I went to the Snowbirds web site and downloaded some of their high resolution promotional pictures, and their logo and wordmark which are available in EPS files, and played around in Photoshop a bit. I definitely wanted one with all 9 planes, and I think I like this one best, but I can’t decide on the placement of the logo and wordmark. First time ever I wished I’d installed that poll plugin, but please look at the following two pictures and tell me in the comments which you prefer. (As always, clicking the thumbnail will take you to a bigger version.)

Option 1 Option 2
Option 1 Option 2

And before you ask, yes, I am procrastinating. I need to re-engineer one of my tables and the classes that use it, and I don’t want to.

On the other hand, maybe I *can* have too much screen real estate

Well, after working with the two screen setup for a couple of days, I’ve started to get a terribly sore neck. A bit of self-evaluation shows that when I’m looking at the laptop screen, I’m craning forward and down, which is ruining all the good effort that my chiropractor and the stretching exercises he gave me over the last three weeks have done.

So I’m now running with the laptop screen closed, using the KVM to use the big screen for both laptop and desktop use.

Unfortunately when I came in this morning, my desktop was totally unresponsive. I couldn’t get it to wake up when I switched to it on the KVM, and I couldn’t ssh to it from my laptop. So I power cycled it. That required manually fsck’ing the disk, and then when it did come up for real, the mouse went nuts and started opening programs and moving stuff around on my screen like it was being driven by a demented ghost. It had also booted the wrong kernel (one that didn’t support MVFS). So I booted it with the proper kernel and it was ok. Except that as always, vmplayer complains that I haven’t run /usr/bin/vmware-config.pl, so I ran it again. Don’t know why that never “sticks”.

Better, better…

I discovered a new monitor mode for the 24″ CRT that gives me even more screen real-estate. That’s nice.

I also managed to borrow a KVM from the lab downstairs so I can occasionally look in on my Linux box to see if I’ve got any new Lotus Notes “mail”. That’s nice.

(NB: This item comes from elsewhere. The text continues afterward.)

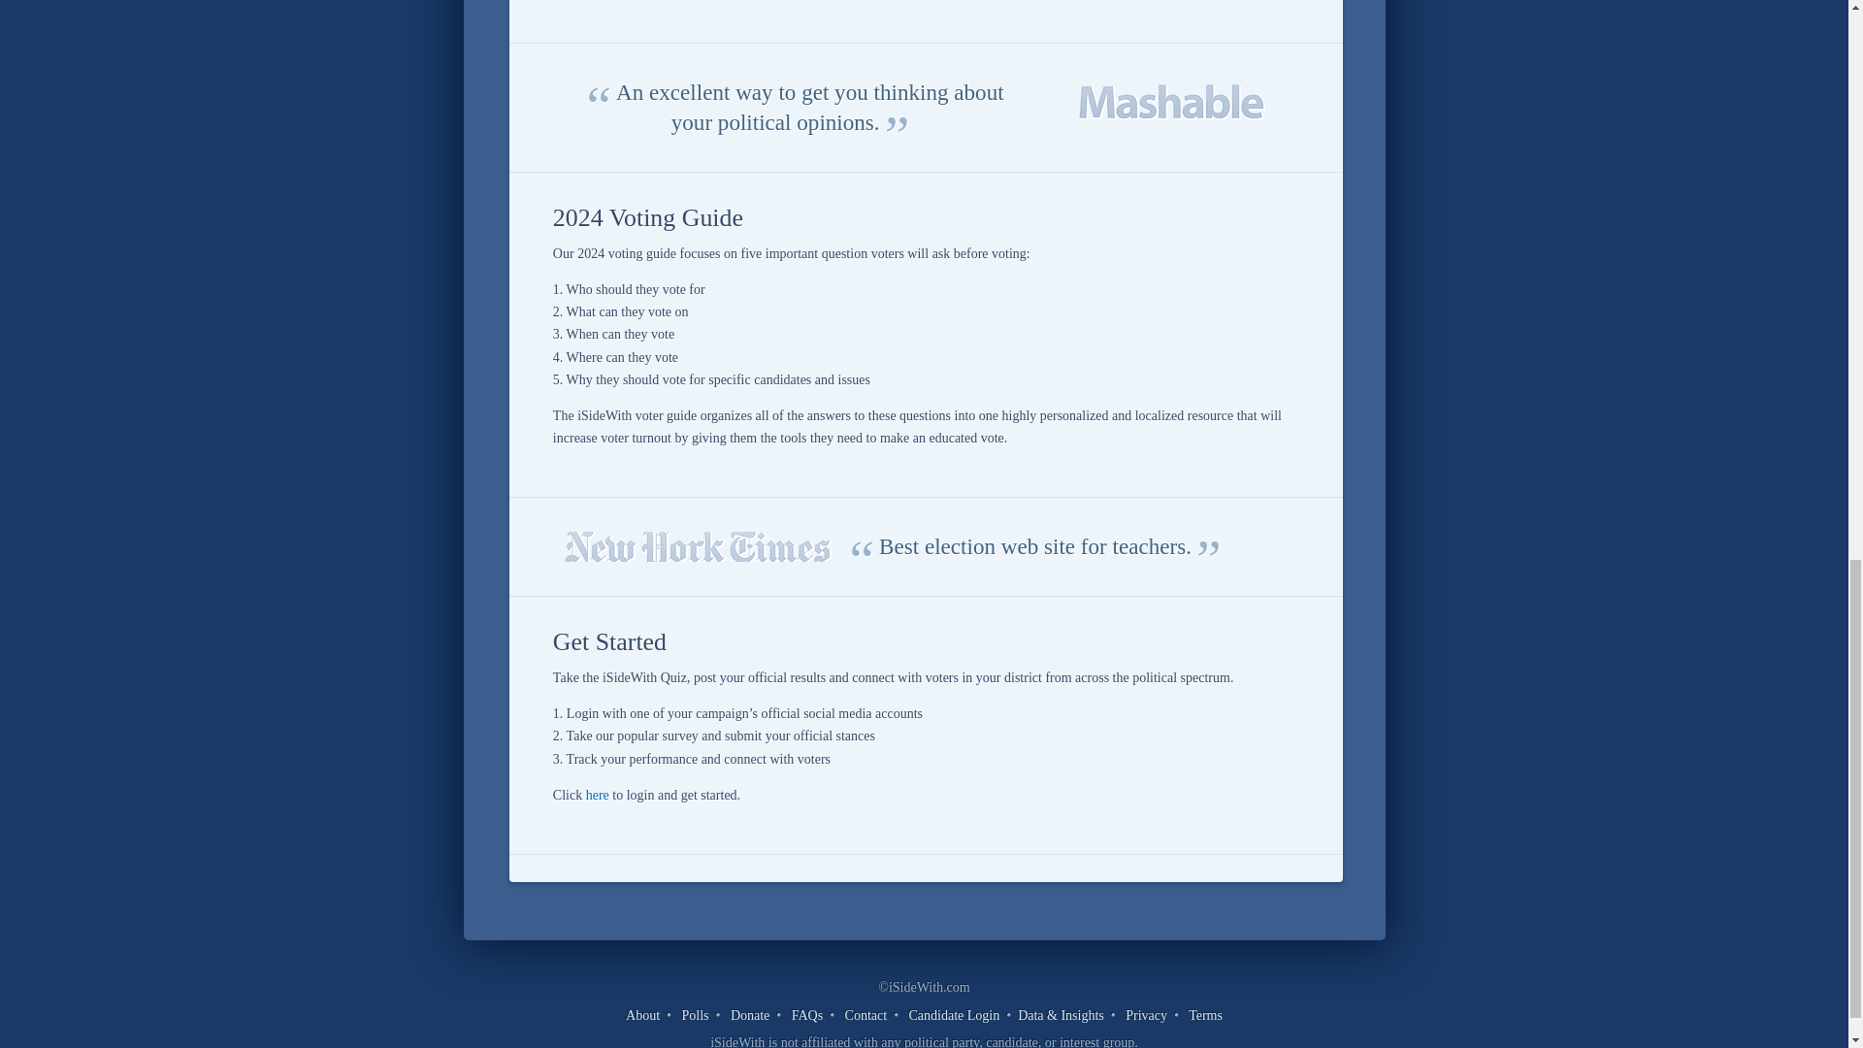 This screenshot has width=1863, height=1048. What do you see at coordinates (749, 1015) in the screenshot?
I see `Donate` at bounding box center [749, 1015].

Unfortunately the PS2 KVM doesn’t work well with my USB mouse – I have a USB to PS2 adaptor that I was using at one point, with the USB mouse going into the PS2 mouse adaptor, which was then going into my PS2 to USB adaptor. That was mostly a proof of concept (to make sure I could take the output of a PS2 KVM and plug it into my USB-only laptop), and also it made it easier to switch the PS2 keyboard and the USB mouse between my USB-only laptop and my PS2-and-USB Linux box. But plugging a USB mouse into a PS2 adaptor into a PS2 KVM didn’t work so well for the mouse. Every time I switched the KVM I had to reset the mouse by unplugging it and plugging it back in. Not good. So in the meantime I’m using the PS2 mouse that came with the computer instead of the USB mouse I brought from home, and it sucks. No wheel, and it uses a ball rather than optical. Oh, and it’s a Belkin, so it will probably fail in 5 minutes.

Oops

I’ve mentioned before that in order to help defray the costs of putting my stuff on a colo box, I partitioned the box in 3 Xen virtual machines, and rent two of them out. Well, yesterday one of the renters, Terry, asked for a bit of help with his Apache set up. Not knowing his root password, I mounted his hard drive in the “dom0” Xen controller, using “mount /dev/xen-space/xen2-disk /mnt” and started poking around. Well, evidently that managed to confuse ext2 because a few hours later he emailed me to say that his disk had gone “read-only”, and when he tried to reboot it didn’t come up.

Looking at my munin graphs, it appears that when he rebooted, it took down the whole box. I had to email the owner of the rack to power cycle my box, which he can do remotely. When it came back, 2 of the 3 virtual machines came up fine, but Terry’s was asking for a root password to run fsck. I shut down his virtual machine and did a fsck from within the dom0, and it found several things out of whack. But after those were fixed, I was able to restart Terry’s virtual machine.

So lesson learned. I’m not sure if things would have been happier if I’d mounted it read-only, but in the future if I need to mount one of the partitions in /dev/xen-space I’ll shut down the xen virtual machine instance first.